NVIDIA HGX B300 addresses these challenges by introducing a new class of GPU infrastructure tailored for modern AI workloads. The platform brings together higher memory capacity, increased throughput, and next-generation interconnects to support more demanding applications. 

Each GPU provides up to 192 GB of HBM3e memory, with total system memory exceeding 2 TB in an 8-GPU configuration. This allows large models to run without fragmentation while maintaining efficiency. At the same time, improvements in NVLink and NVSwitch bandwidth enable faster communication between GPUs, supporting more complex and tightly coupled workloads. 

Operational efficiency is another key advantage. Higher utilization, reduced latency, and improved throughput make HGX B300 particularly well-suited for production environments where both performance and cost per inference must be carefully balanced. 

How does NVIDIA HGX B300 Level Up GPU Cloud?

To understand how NVIDIA HGX B300 advances AI inference in practice, it’s useful to look at how it compares with previous-generation NVIDIA GPUs such as H200 and H100. 

While all three are designed for AI workloads, they are optimized for different priorities from balanced compute performance to memory capacity and large-scale inference efficiency. 

Specification  NVIDIA HGX B300   NVIDIA HGX H200   NVIDIA HGX H100  
Architecture  Blackwell   Hopper  Hopper 
AI Compute (FP8)  Higher (optimized with FP4/FP8)  ~4 PFLOPS  ~4 PFLOPS 
FP4 Support  Native  X  X 
GPU Memory  ~192 GB HBM3e 
(per GPU) 
141 GB HBM3e  80 GB HBM3 
Memory Bandwidth  >5 TB/s  ~4.8 TB/s  ~3.35 TB/s 
Total System Memory 
(8 GPU) 
~2.1 TB  ~1.1 TB  ~640 GB 
Interconnect  NVLink 5 (next gen)  NVLink 4  NVLink 4 
LLM Throughput  Up to 11–15×  ~1.2×   
Inference Efficiency  Significantly higher (FP4)  Improved  Baseline 
Latency (Inference)  Lowest (real-time ready)  Lower  Standard 
Best For  Agentic AI / real-time inference  Long-context / RAG workloads  Training & inference 

                                                                       Source: NVIDIA 

Taken together, these improvements position NVIDIA HGX B300 as a significant step forward in the GPU cloud. Larger memory capacity, higher bandwidth, and support for advanced precision formats such as FP4 translate into improved efficiency and scalability for demanding AI workloads. 

Performance benchmarks further highlight this advantage, with NVIDIA HGX B300 delivering up to 11–15× higher LLM inference throughput per GPU compared to the Hopper generation.
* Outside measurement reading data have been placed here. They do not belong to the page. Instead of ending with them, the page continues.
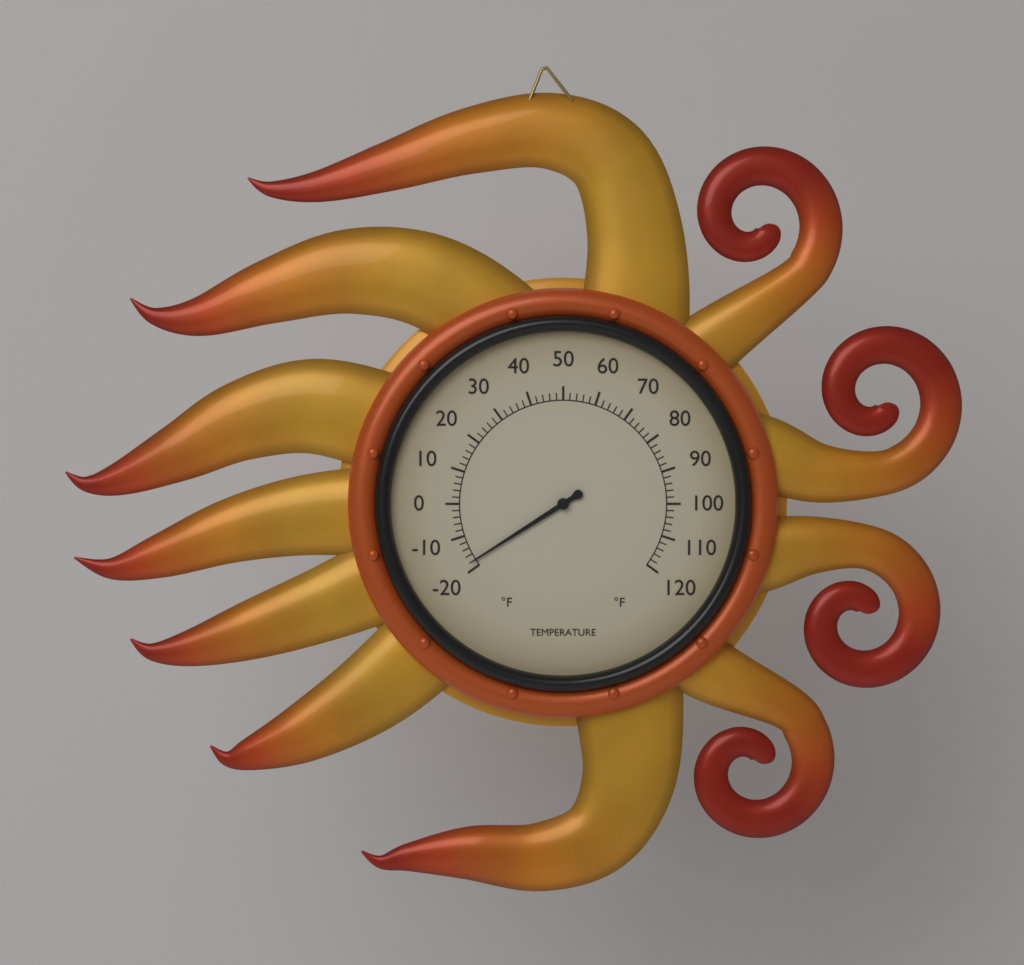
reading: -18 °F
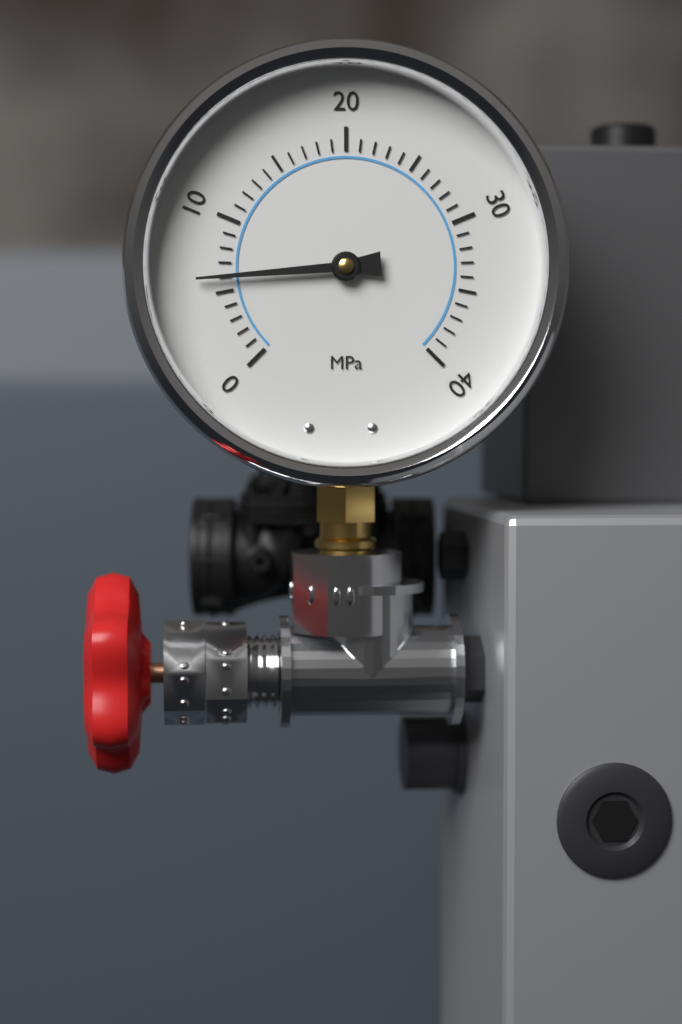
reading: 6 MPa
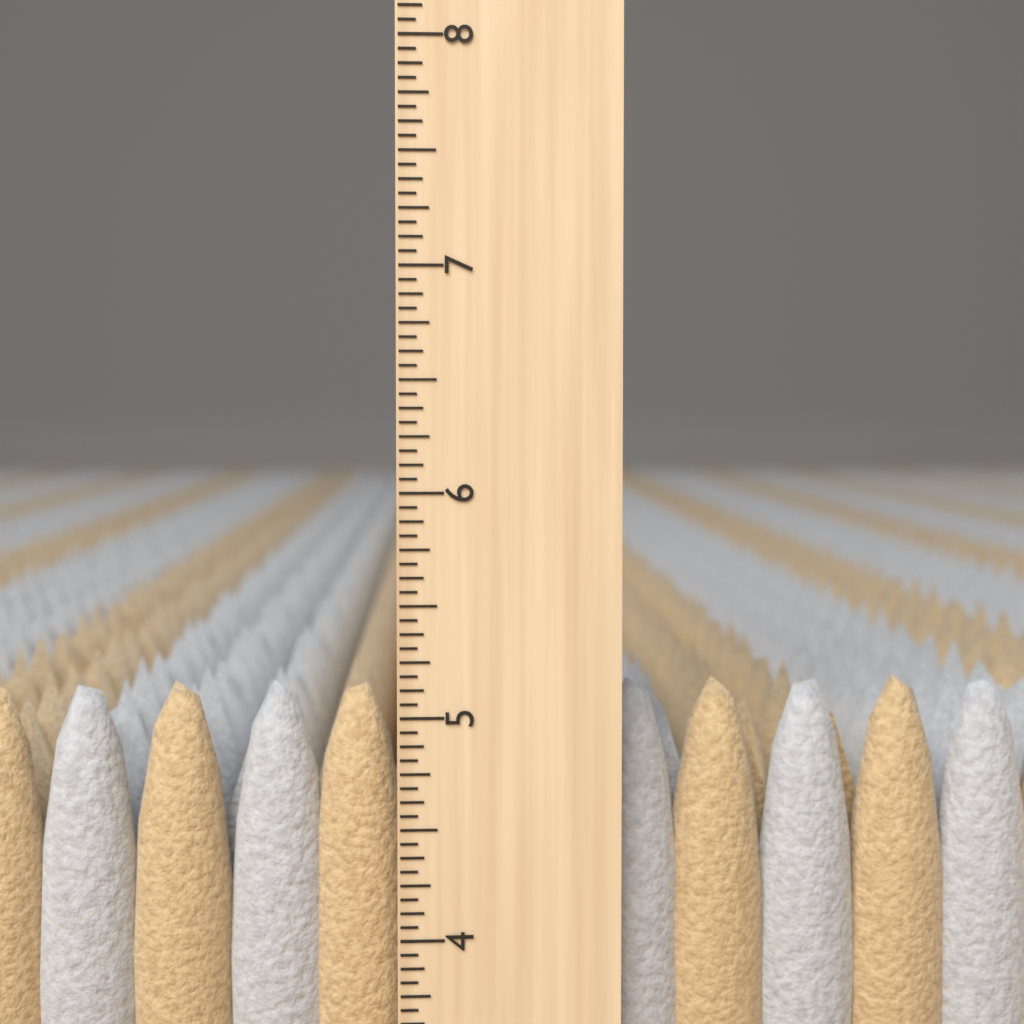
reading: 5.1250 inch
This makes it particularly effective for systems that require high concurrency and real-time responsiveness. 

Meanwhile, NVIDIA HGX H100 and HGX H200 continue to provide strong and reliable performance across a wide range of use cases. HGX H100 remains a versatile option for both training and mixed workloads, while HGX H200 extends this capability with increased memory capacity, making it well-suited for memory-intensive applications such as long-context processing and retrieval-augmented generation. 

From an infrastructure standpoint, selecting the right GPU depends not only on peak performance, but on how well each platform aligns with workload characteristics, scaling requirements, and cost efficiency. 

Final Thoughts

As AI systems move into production at scale, high-performance GPU computing requirements are undergoing a fundamental shift. Incremental improvements are no longer sufficient. Instead, organizations and AI developers need platforms that can support increasingly complex workloads with consistent performance and operational efficiency. 

NVIDIA HGX B300 represents this shift. Designed to handle modern AI workloads, it enables real-time applications and supports the growing demands of production-scale systems. 

At FPT AI Factory, NVIDIA HGX B300 is delivered through a unified GPU cloud platform, allowing organizations and AI builders to access next-generation infrastructure with simplified deployment and seamless scalability. By removing infrastructure complexity, FPT AI Factory helps teams accelerate the transition from experimentation to production.